The attractions between professors and students tend to be fairly complex to begin with, and I feel like I’m giving the matter short shrift no matter how I address it. There’s a physical dimension, of course–I just popped over to ratemyprofessors.com to check out the evals of some of my more dashing colleagues; one nets a “meow” for his hair, while another earns props and chili peppers for being “easy on the eyes”–and I wouldn’t underestimate the novelty of intelligence as a variable in the usual equation. There are plenty of intelligent folks in the world, but profs are given license to be conspicuously so (and I suspect it doesn’t hurt that English profs get to talk about poetry and related technologies of woo-pitchery). For some, the play of power dynamics will add a little extra spice; even if you strip away all the real machinery of professorial authority, the residue of such authority is not without its charms. I am reminded of a fellow named Paul I knew in college, a senior who had surrounded himself with a coterie of fetching young freshmen because he was the stud of the Psychology program–he got to hang with the professors, he got the cool lab, he got to proctor the occasional exam. Paul struck me as a curious looking fellow, empirically speaking, but a combination of variables afforded him a certain je ne sais quoi. What I think happens more often than not in the dynamics between professors and students is something fairly life-affirming. The prof might well find himself desired in the aggregate, as a presence, a mind, even a body of work; the student, reflexively speaking, may experience a qualitatively different kind of desire than that she normally elicits from her peers. That’s more than a bit speculative on my part, but I’ve seen enough surprising pairings between profs and students to think that assessment’s somewhere near the mark.
That will have to do for the time being. I was going to reveal salacious secrets from my own wiggedy world (if only to explain those curious cries that come from my Dungeon of Despair in the Cabaña of the Damned), but I figure 2500 words is about 2250 words longer than most folks are willing to read.

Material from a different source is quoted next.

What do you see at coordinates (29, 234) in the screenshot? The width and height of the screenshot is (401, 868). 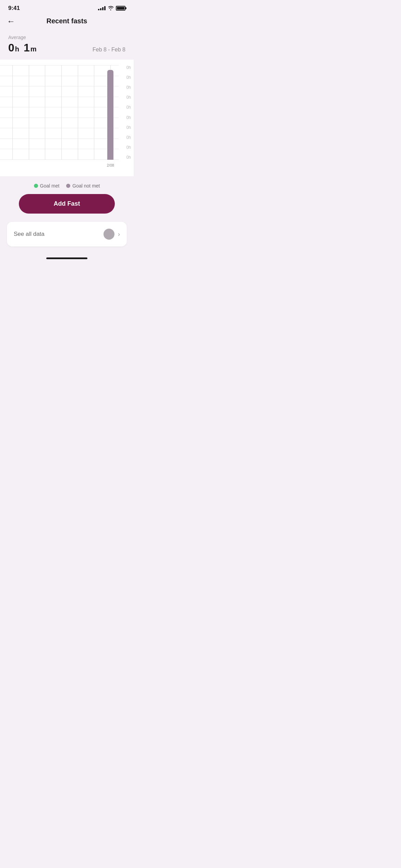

Should you make it this far, please let me know if anything strikes you as scandalous or libelous; I’ve tried to err on the side of decency, but I’d rather not get fired if I can help it.
Questions? Comments? Fire away. And thanks, as always, for reading.
Ewwww…this post has cooties!
(No reflection on your own charming self)
There’s good sex, bad sex, squishy sex, recreational sex, swing-from-the-ceiling sex and plain ol’ regular regular sex. But in my experience, it takes an English professor to master the art of pedantic sex.
So don’t give up on the notion of the secret adoption pipeline. Surely most people don’t get pregnant on the first try, and masters of the pedantic arts don’t often get a chance for a do-over.